10/24/2013

Review: 'The Counselor' Starring Michael Fassbender, Brad Pitt, and Cameron Diaz


When Cormac McCarthy, arguably this country's greatest living author, takes it upon himself to write anything it's a big deal. But when it's his first original screenplay, after years of watching others adapt his sordid underworld tales to great success, the anticipation for it is understandably high. And The Counselor is exactly the type of ugly, depraved tale of the vengeful and virtue-less that fans of his work will love, gifted with McCarthy's virtuoso dialogue and a white-hot cast. While the story itself is a bit messy with extraneous characters and all of their various scheming, it's deliciously evil and nasty stuff that makes for a great guilty pleasure.

The film begins with one of those too-happy-to-be-true scenes between lovers that tell you something awful is going to come between them very soon. But for now the bliss between the unnamed counselor (Michael Fassbender) and his cautiously frisky lover Laura (Penelope Cruz) underneath a veil of snow white bed sheets is a real and genuine thing. Laura's hesitance to give in completely to her passions marks her as an innocent, imbued with a religious piety and saintliness that we immediately know will be perceived as a weakness to some vile ruiner of souls.

The unwitting impetus for this destruction is caused by the counselor himself, a man who lives the high life in El Paso but like so many of McCarthy's tragic protagonists he needs more. He's overextended his resources, and the expensive engagement ring he just traveled to Amsterdam to buy doesn't help. To help get out of the jam he connects with his crazy-haired, crazy-clothed client Reiner (Javier Bardem) to put together a drug deal involving some unforgiving underworld-types. The gregarious and boastful Reiner's spirit is matched only by the immorality of his mistress Malkina (Cameron Diaz), a predatory woman too dangerous to keep around but too sexy to let go of. Like the pet cheetahs they share, she sees herself as a hunter; a hunter of riches and lives and everything others hold dear. And she's more than a little bit looney, to boot. She's the sort of woman that, for the fun of it, will confess all of her nastiest sins to a Catholic priest, who rebuffs her admissions. Perhaps she would have had better luck by telling him of the time she had sex with Reiner's car, in a scene that is too disturbing, hilarious, and (kind of) stimulating for mere words to do justice.

The nature of the criminal activity the counselor has chosen to undertake is sketchily drawn, but it doesn't really matter. All we need to know about it is made painfully clear by Reiner and ambiguous money-man Westray (Brad Pitt) when they try to warn him about the dangers. If something goes wrong the people at the top won't care if you're responsible. When Reiner starts talking about a vicious motorized wire weapon known as a bolito, we know at some point we're going to see someone we've grown attached to be the victim of it. The counselor doesn't really take heed of all this free advice he's being offered, and when things go belly up he's utterly unprepared for it. People start dying in McCarthy-ish fashion at a rapid clip, and the counselor is forced to deal with the unholy ramifications of his decision. Despite the numerous sharks swimming in the water this isn't a film about villains, it's about the bad choices good people sometimes make in an effort to do what's right, and how those choices sometimes can cost everything.

Not exactly fresh ground for McCarthy to tread but he creates an entire world of vivid characters that are never less than fascinating. Probably the least interesting of them all would be the counselor himself, and it's through no fault of Fassbender's whose steely gaze and cold features are perfect for a man so severely outmatched by his flashy peers. While he does a great job of getting across the counselor's increasing desperation as his life begins to crumble, the character is simply too distant and unreachable, with few qualities to make him interesting for very long. Bardem again gets to relish in a colorful bad guy role, although this one is considerably less menacing than No Country for Old Men's Anton Chigurh.  Pitt nonchalantly flits in and out of the film like a feather on a gust of wind, while Diaz is hard to take your eyes off of as a classic femme fatale. These are McCarthy characters in the truest sense, and it's fair to say that none of them are perfectly well-rounded. We're meant to recognize them for the dirty dealers they are and nothing more. The macho philosophy that spills out of their mouths is easily digestible, if occasionally a little too theatrical to sound natural. An army of solid guest appearances shoulder the load even when the big guns are away, with the best being Rosie Perez as one of the counselor's imprisoned clients, who just wants to make sure her son on the outside is taken care of.

The Counselor looks like nothing Ridley Scott has directed before, but it's hardly his most distinctive work. He re-teams with his Prometheus cinematographer for the wonderfully striking visuals of the many alluring locales, but Scott's old passion only emerges intermittently. This is a film about characters and writing more so than visual flourishes, and it's McCarthy's grim voice that grips you most, like a bolito pulled tight around the neck.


### [ASSIGNED TASK]
Print the listing below word for word, but drop any pictures it contains.
++++++++++
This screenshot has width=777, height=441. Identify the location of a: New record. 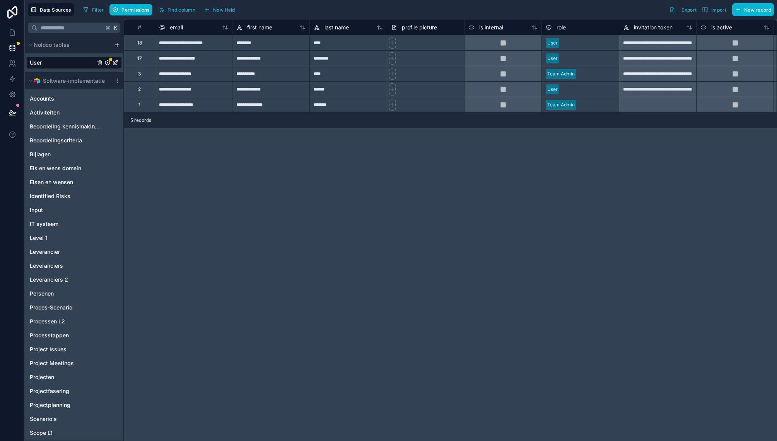
(752, 10).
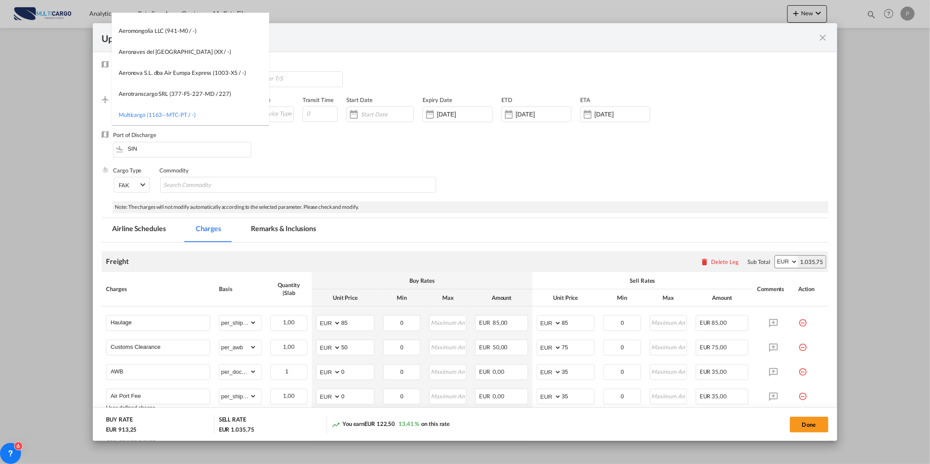  What do you see at coordinates (191, 115) in the screenshot?
I see `md-option: Multicargo` at bounding box center [191, 115].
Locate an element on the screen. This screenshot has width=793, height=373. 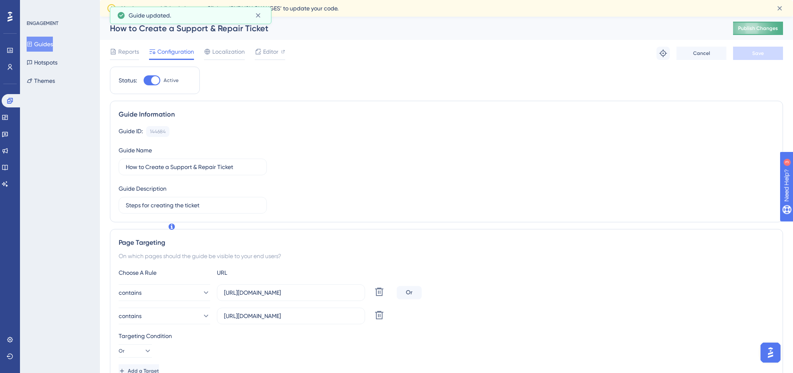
++++++++++
### [WRITTEN RESPONSE]
This screenshot has width=777, height=441. Identify the location of a: New record. 
(752, 10).
  What do you see at coordinates (191, 115) in the screenshot?
I see `md-option: Multicargo` at bounding box center [191, 115].
Locate an element on the screen. This screenshot has width=793, height=373. 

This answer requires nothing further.